China has also suggested that authoritarian countries responded to the pandemic more effectively than democratic countries. Specifically, Chinese disinformation claimed that European health care workers had left people who were infected with the coronavirus to die and that President Trump was planning a nationwide lockdown. While the former was put out solely via a Chinese embassy website, the latter was circulated on social media and—in a novel twist—via text messages.
Russia and Iran have pushed similar messages. Russian disinformation attacked the efficacy of vaccines, lending support to anti-vaxxer groups in the West. This is a tried-and-true method of Russian disinformation campaigns: Find already-present divisions smoldering within society and pour gasoline on them. In response, the European Union disseminated a report blaming Russia, China and “certain third countries” for engaging in disinformation campaigns. According to the New York Times, the report’s criticism of China was softened as a result of pressure from Beijing. China, a vital trading partner, was in the middle of negotiating a landmark investment agreement with the EU when the report was released.
Exploiting Contact-Tracing Platforms
Intelligence services have also taken notice of the incredible treasure trove of data contained in contact-tracing apps and other methods of technologically bolstered contact tracing, which include information about individuals’ patterns of life. Some governments, such as Israel, have moved somewhat quickly to keep their spy agencies from using contact-tracing data from their own citizens, while others have come clean about collecting such data incidentally. But court decisions and calls for transparency will do little to deter outside intelligence agencies from attempting to access such data for all sorts of purposes.
The relative success of both South Korea and Taiwan in stymieing the spread of the coronavirus may stem in part from the heavy use of such contact-tracing apps and other methods of digital contact tracing in those nations. As such, many countries might feel pressure to require their use in the future, regardless of the effect on privacy or potential exploitation by foreign spies. Their use continues to be controversial in the United States, with many questions remaining regarding their efficacy versus the potential losses of privacy.
So What?
In today’s chaotic world, numerous nations see ample opportunities to grab additional power and influence, and they are actively engaging in a wide variety of nefarious activities in furtherance of their aims—from disinformation campaigns, to stealing sensitive research and development information, to supply chain manipulation. Nation-state competition will continue to escalate and spill into more and more nontraditional areas—like health care—and nations will utilize their intelligence services, and all other available resources, to gain a competitive advantage.

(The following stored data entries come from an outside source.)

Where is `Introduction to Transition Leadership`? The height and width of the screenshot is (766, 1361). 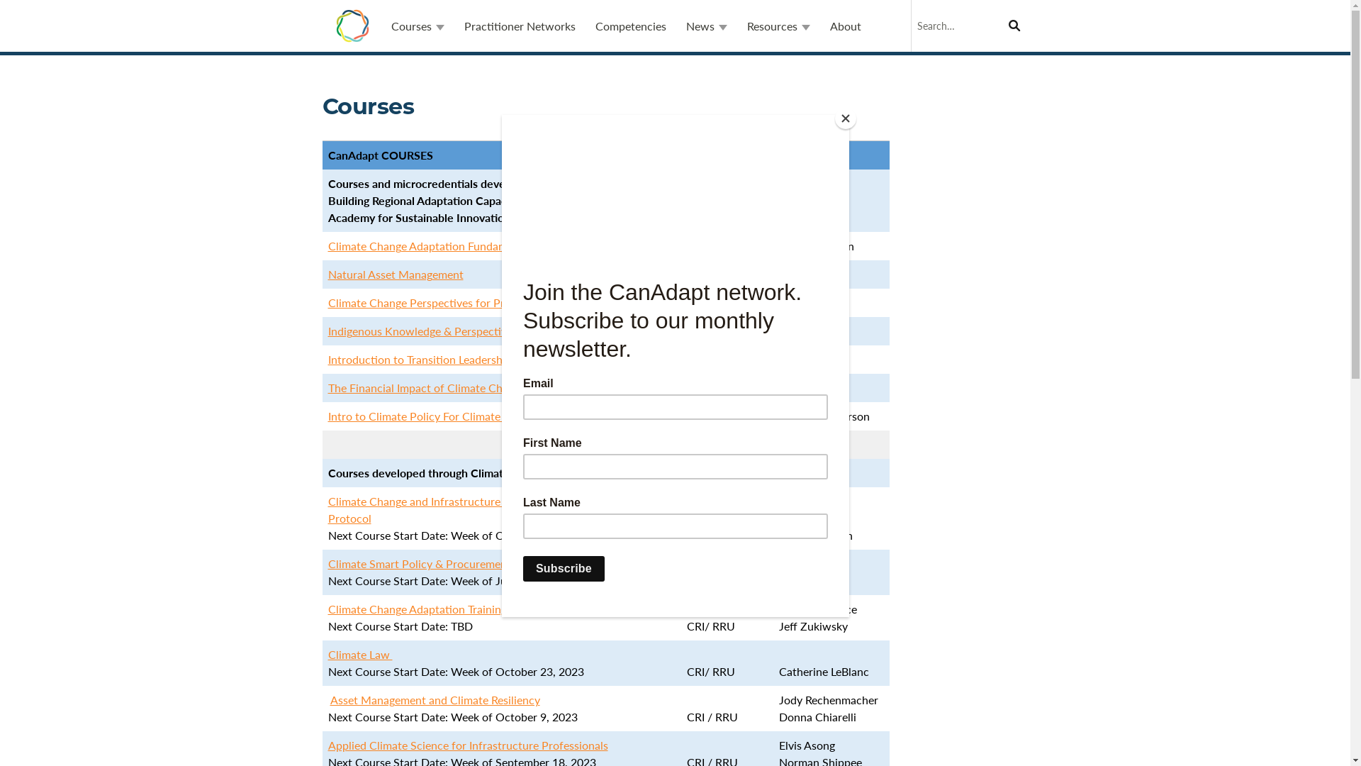
Introduction to Transition Leadership is located at coordinates (420, 359).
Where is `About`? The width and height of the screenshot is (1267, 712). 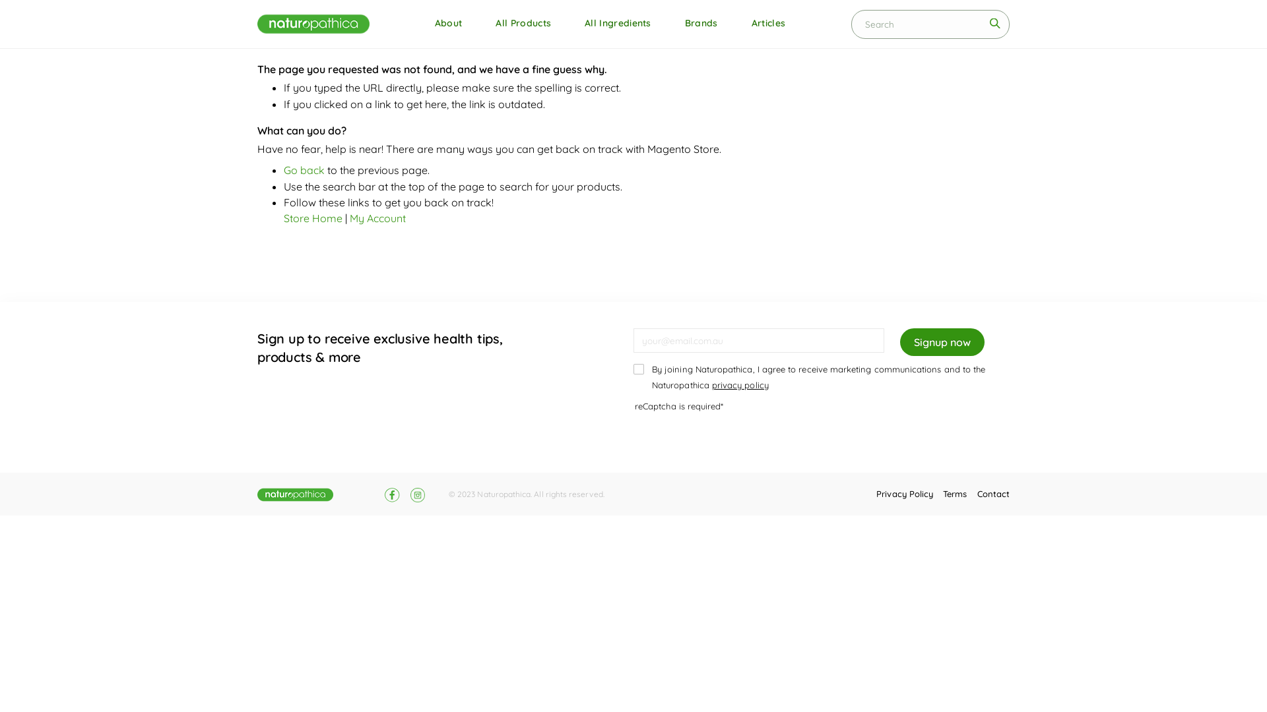
About is located at coordinates (449, 24).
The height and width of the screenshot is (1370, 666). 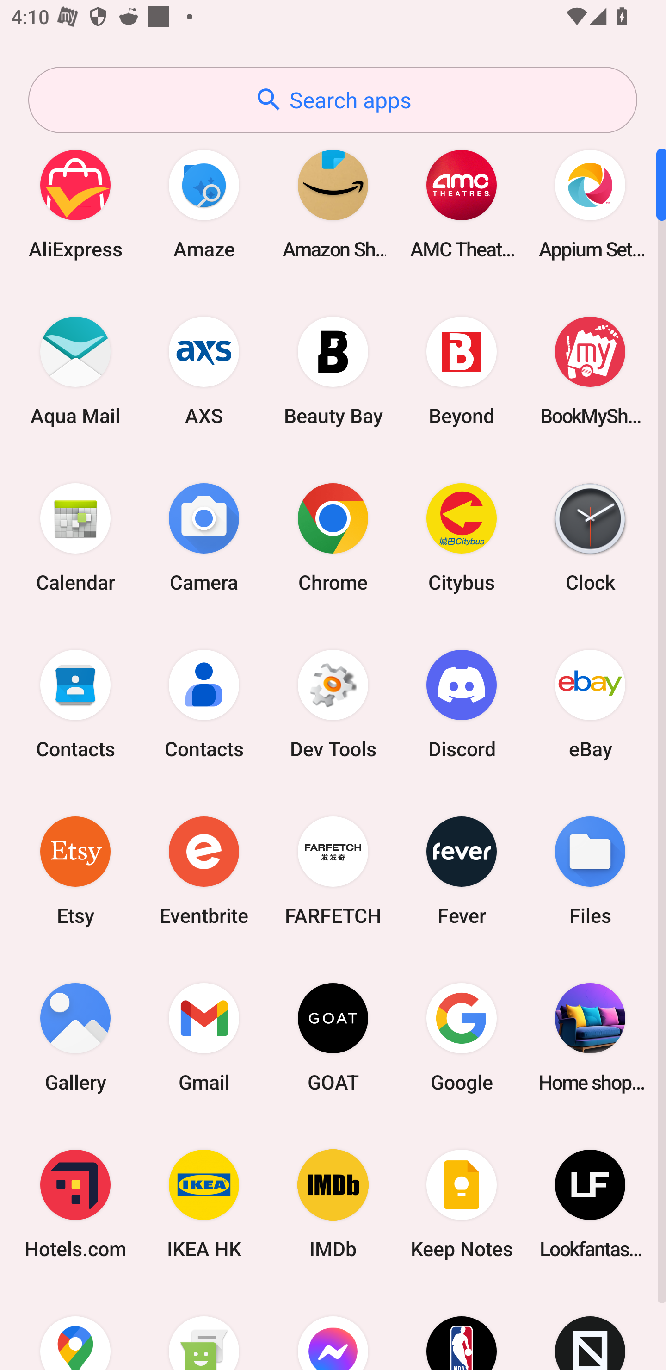 I want to click on Camera, so click(x=204, y=537).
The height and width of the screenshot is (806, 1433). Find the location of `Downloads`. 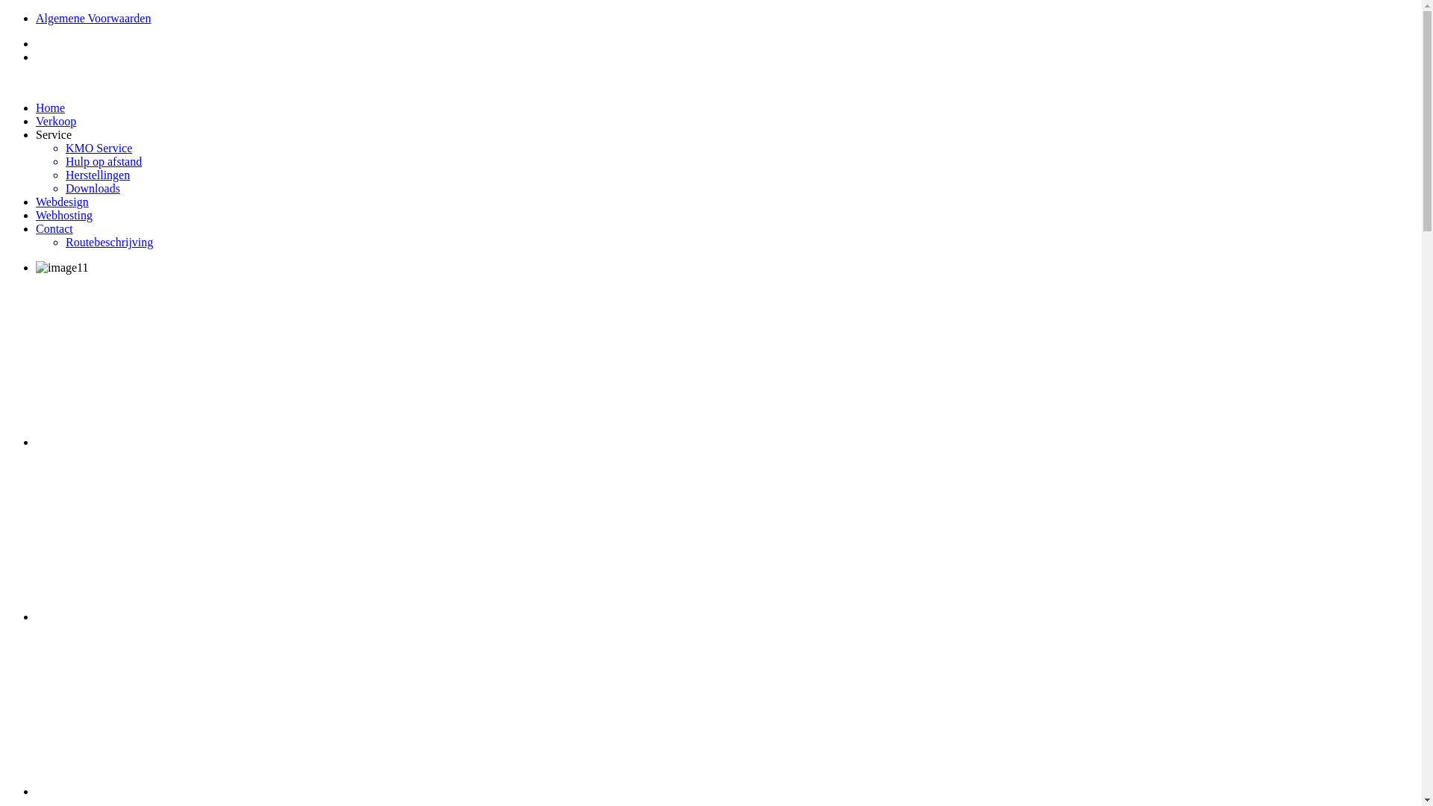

Some nations treat their desire for economic advancement in the same manner in which they sought information about the pandemic and the vaccine: Both represent critical national security imperatives. The goal is to obtain such information at all cost but ideally at the lowest cost. It is always cheaper to steal such information or know-how using your spy service than it is to purchase it from another country.
As this geopolitical competition increases, cooperation between nations will plummet, and global institutions will have even less impact on how nations behave. And because the U.S. government has neither the inclination nor the resources to defend the private sector, except in the broadest sense, it will be left to individual organizations in the United States—like Pfizer, Moderna, IBM and 3M—to protect themselves.